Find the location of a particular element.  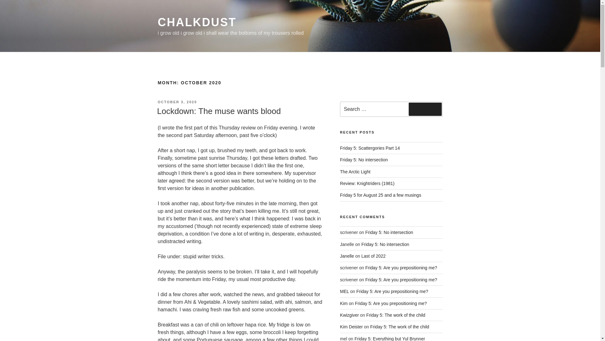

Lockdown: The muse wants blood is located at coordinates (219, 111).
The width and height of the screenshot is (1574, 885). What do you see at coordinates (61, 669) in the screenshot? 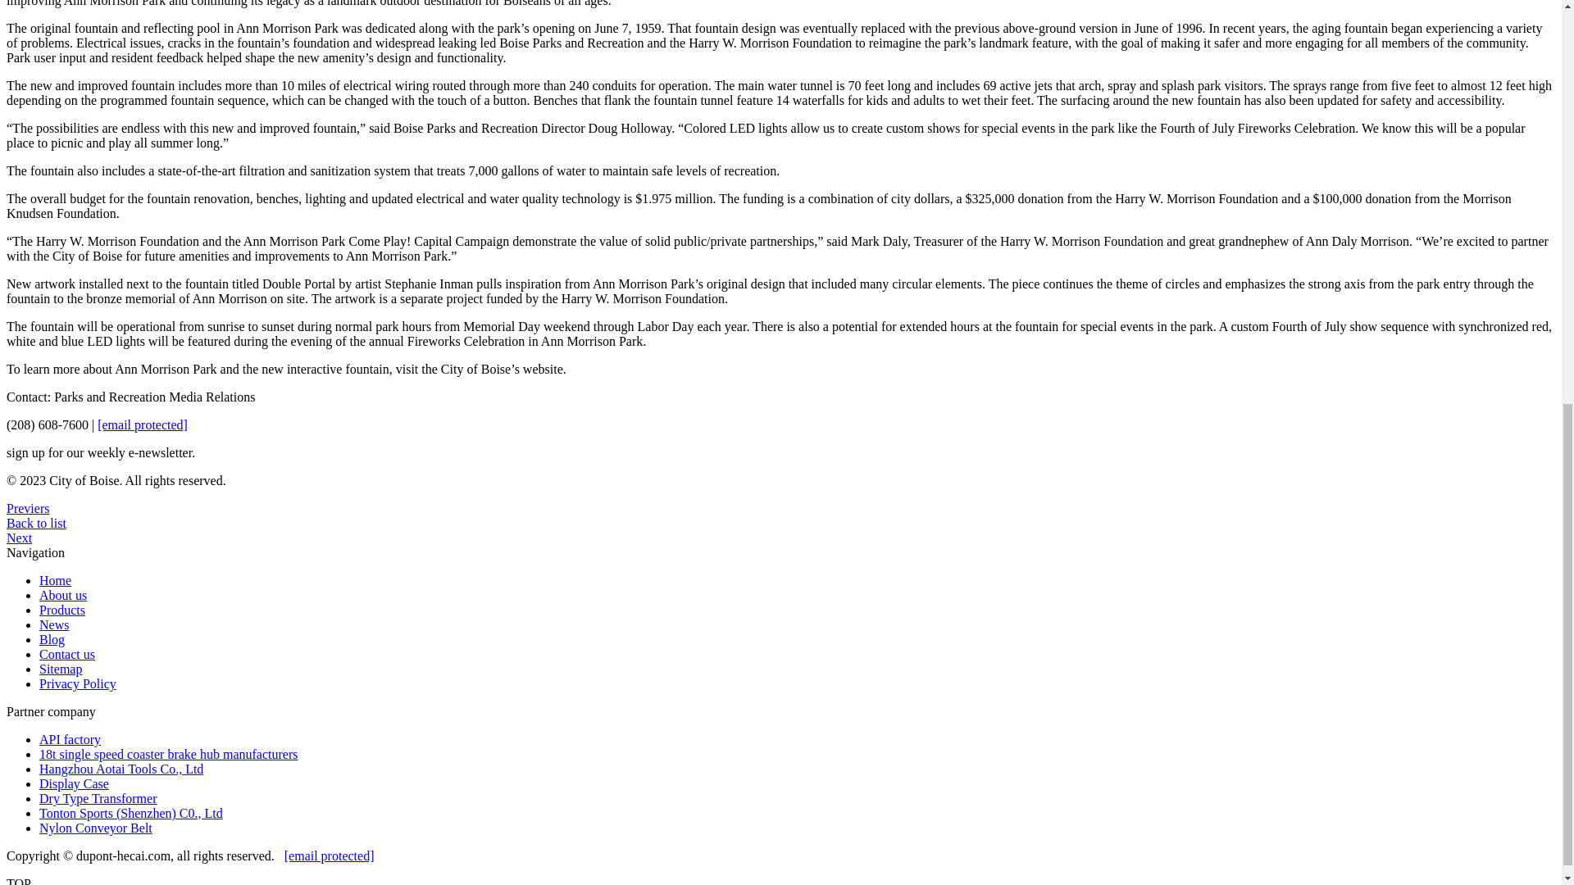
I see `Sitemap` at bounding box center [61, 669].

========================================================================

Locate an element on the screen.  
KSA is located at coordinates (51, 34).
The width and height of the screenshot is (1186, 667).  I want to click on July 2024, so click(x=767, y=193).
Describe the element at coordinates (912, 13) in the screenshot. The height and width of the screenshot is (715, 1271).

========================================================================

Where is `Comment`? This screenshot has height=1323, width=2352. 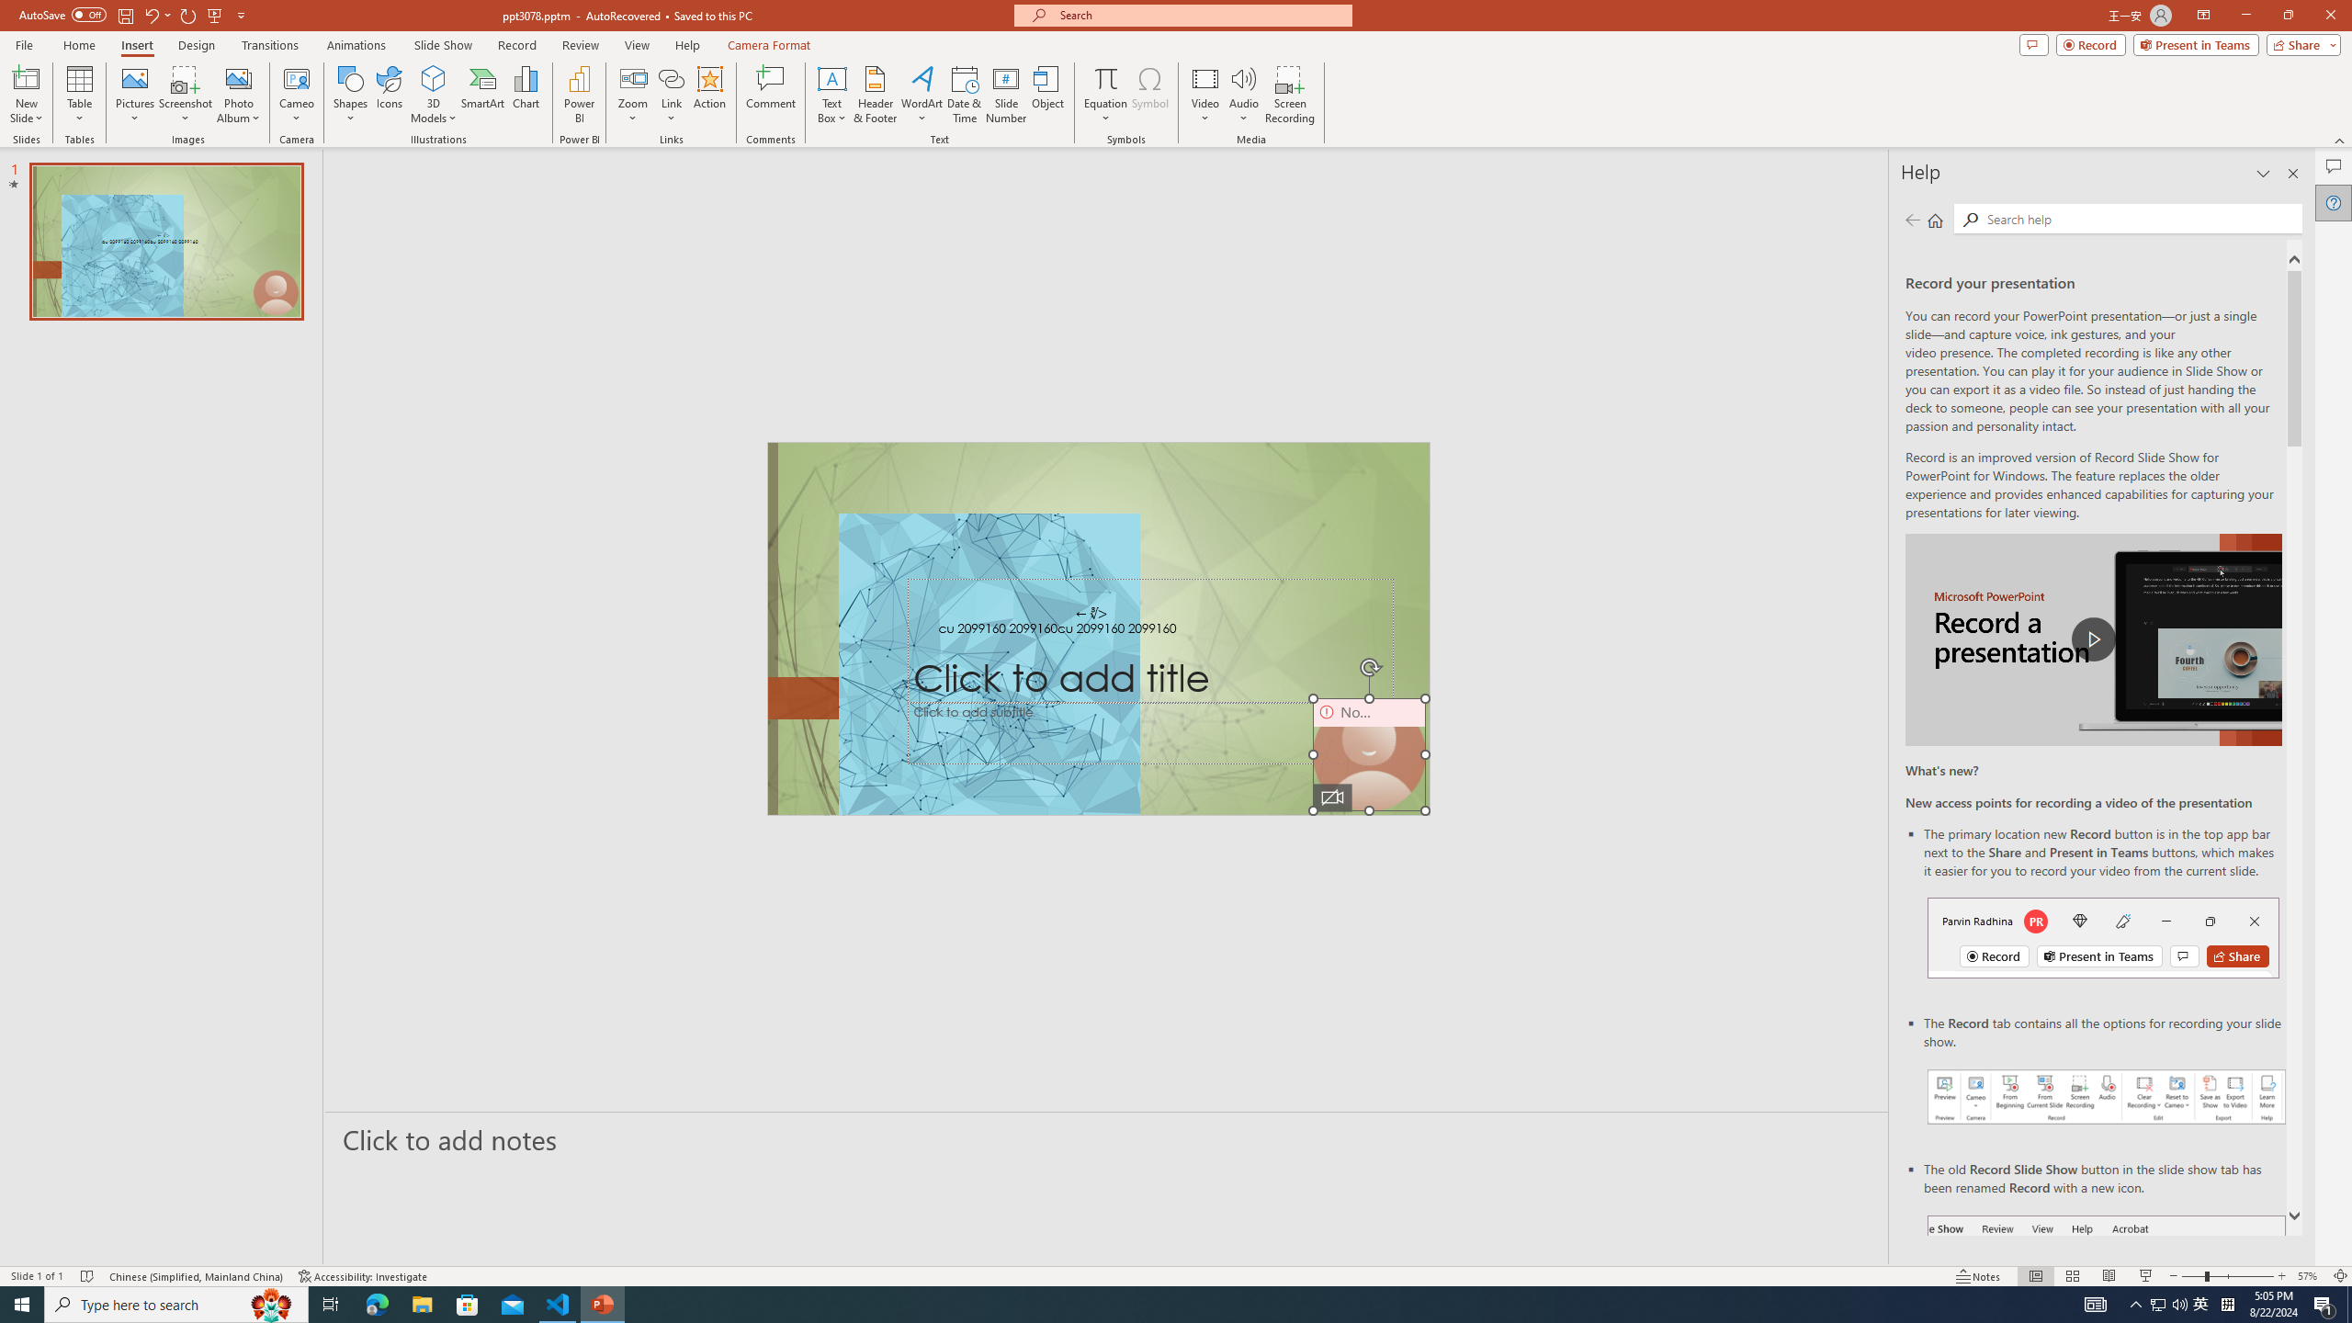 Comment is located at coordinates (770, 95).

========================================================================

[Exercise description] Return a word-for-word copy of the lines above from the one holding "The width and height of the screenshot is (1186, 667)." through the one holding "Describe the element", with both of them included and nothing besides.

[Exercise result]
The width and height of the screenshot is (1186, 667).  I want to click on July 2024, so click(x=767, y=193).
Describe the element at coordinates (912, 13) in the screenshot. The height and width of the screenshot is (715, 1271).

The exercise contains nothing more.